Thomas F. Miller and colleagues at California Institute of Technology now demonstrate that machine learning might be the best of both worlds—as accurate as CC or MP2 and no more costly than DFT (J. Chem. Theory Comput. 2018, DOI: 10.1021/acs.jctc.8b00636).
The researchers wanted to predict electronic structure correlation energies—a measure of interactions between electrons that helps chemists model how a molecule behaves. Their machine-learning approach predicts these values based on a set of known data.
Miller’s group trained its algorithm on localized molecular orbitals of a set of small molecules.

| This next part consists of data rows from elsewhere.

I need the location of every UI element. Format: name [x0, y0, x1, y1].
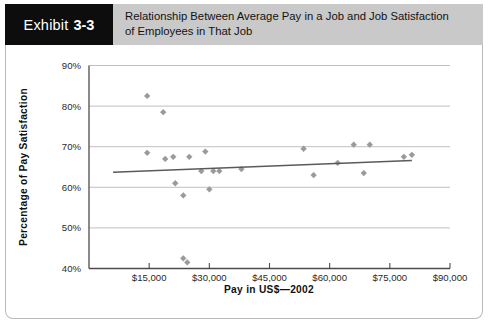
exhibit-figure: Exhibit 3-3 Relationship Between Average…	[0, 0, 488, 325]
data-point	[311, 172, 317, 178]
data-point	[184, 260, 190, 266]
y-tick-label: 60%	[62, 182, 82, 193]
data-point	[170, 154, 176, 160]
x-tick-label: $15,000	[132, 272, 167, 283]
data-point	[180, 255, 186, 261]
x-tick-label: $60,000	[312, 272, 347, 283]
data-point	[401, 154, 407, 160]
y-tick-label: 90%	[62, 60, 82, 71]
y-tick-label: 40%	[62, 263, 82, 274]
data-point	[186, 154, 192, 160]
data-point	[144, 93, 150, 99]
data-point	[162, 156, 168, 162]
scatter-plot: 40%50%60%70%80%90% $15,000$30,000$45,000…	[0, 0, 488, 325]
y-tick-labels: 40%50%60%70%80%90%	[62, 60, 82, 274]
data-point	[409, 152, 415, 158]
y-tick-label: 80%	[62, 101, 82, 112]
x-tick-marks	[149, 263, 450, 269]
x-tick-label: $45,000	[252, 272, 287, 283]
gridlines	[89, 66, 450, 228]
data-point	[202, 149, 208, 155]
data-point	[216, 168, 222, 174]
x-tick-labels: $15,000$30,000$45,000$60,000$75,000$90,0…	[132, 272, 468, 283]
y-axis-title: Percentage of Pay Satisfaction	[18, 88, 29, 246]
data-point	[361, 170, 367, 176]
data-point	[172, 180, 178, 186]
data-points	[144, 93, 415, 265]
y-tick-label: 50%	[62, 222, 82, 233]
y-tick-label: 70%	[62, 141, 82, 152]
x-axis-title: Pay in US$—2002	[224, 284, 314, 295]
x-tick-label: $90,000	[433, 272, 468, 283]
data-point	[180, 193, 186, 199]
x-tick-label: $75,000	[372, 272, 407, 283]
data-point	[144, 150, 150, 156]
x-tick-label: $30,000	[192, 272, 227, 283]
data-point	[160, 109, 166, 115]
trendline	[113, 161, 412, 173]
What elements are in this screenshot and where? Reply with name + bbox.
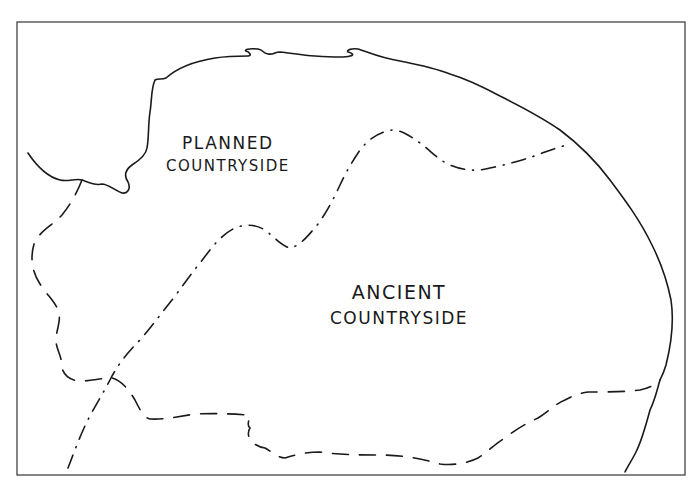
region-label-ancient-countryside: ANCIENT COUNTRYSIDE [330, 283, 468, 327]
planned-label-line1: PLANNED [166, 135, 290, 152]
ancient-label-line2: COUNTRYSIDE [330, 310, 468, 327]
coastline [28, 49, 672, 472]
planned-ancient-division [68, 130, 566, 468]
ancient-label-line1: ANCIENT [330, 283, 468, 302]
planned-label-line2: COUNTRYSIDE [166, 159, 290, 174]
region-label-planned-countryside: PLANNED COUNTRYSIDE [166, 135, 290, 174]
map-frame [17, 22, 685, 475]
map-canvas [0, 0, 700, 489]
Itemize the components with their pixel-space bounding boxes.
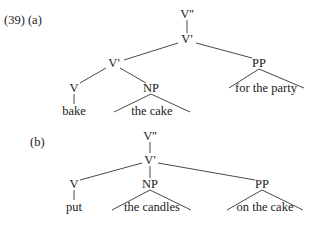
node-np: NP	[142, 178, 158, 191]
example-number: (39)	[4, 13, 25, 27]
leaf-np-words: the candles	[124, 201, 180, 214]
subexample-label-b: (b)	[30, 136, 45, 149]
node-np: NP	[143, 82, 159, 95]
node-vbar2: V''	[180, 8, 194, 21]
node-vbar-top: V'	[181, 33, 192, 46]
node-vbar2: V''	[143, 130, 157, 143]
node-pp: PP	[255, 178, 269, 191]
leaf-pp-words: for the party	[235, 82, 297, 95]
leaf-pp-words: on the cake	[237, 201, 294, 214]
leaf-v-word: bake	[62, 105, 86, 118]
node-pp: PP	[252, 57, 266, 70]
node-v: V	[69, 82, 78, 95]
leaf-np-words: the cake	[131, 105, 172, 118]
node-v: V	[69, 178, 78, 191]
node-vbar: V'	[144, 154, 155, 167]
node-vbar-inner: V'	[108, 57, 119, 70]
subexample-label-a: (a)	[28, 13, 42, 27]
example-label: (39) (a)	[4, 14, 42, 27]
leaf-v-word: put	[66, 201, 82, 214]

Because molecular orbitals are agnostic to the underlying bonds and atoms, Miller says the new algorithm could predict properties for many different molecules with a small starting set of data.
In one example, the researchers trained their algorithm on the molecular orbitals of water, then predicted the correlation energies of ammonia, methane, and hydrogen fluoride. For methane, the algorithm’s value was just 0.24% off from the one generated by CC, and that was the least accurate result of the three they found. The algorithm’s calculation for a cluster of six water molecules took two minutes with machine learning, compared with 28 hours for CC.
The team’s system did poorly in predicting values for butane and isobutane after training on methane and ethane. Including propane in the training set led to more accurate results.
Miller emphasizes that these early results are still a long way from a system that anyone could use. Others agree. “I think it’s an excellent idea, and looks promising, but it can be harder than it looks to make it a general-purpose tool,” Kieron Burke, a computational chemist at the University of California, Irvine, says.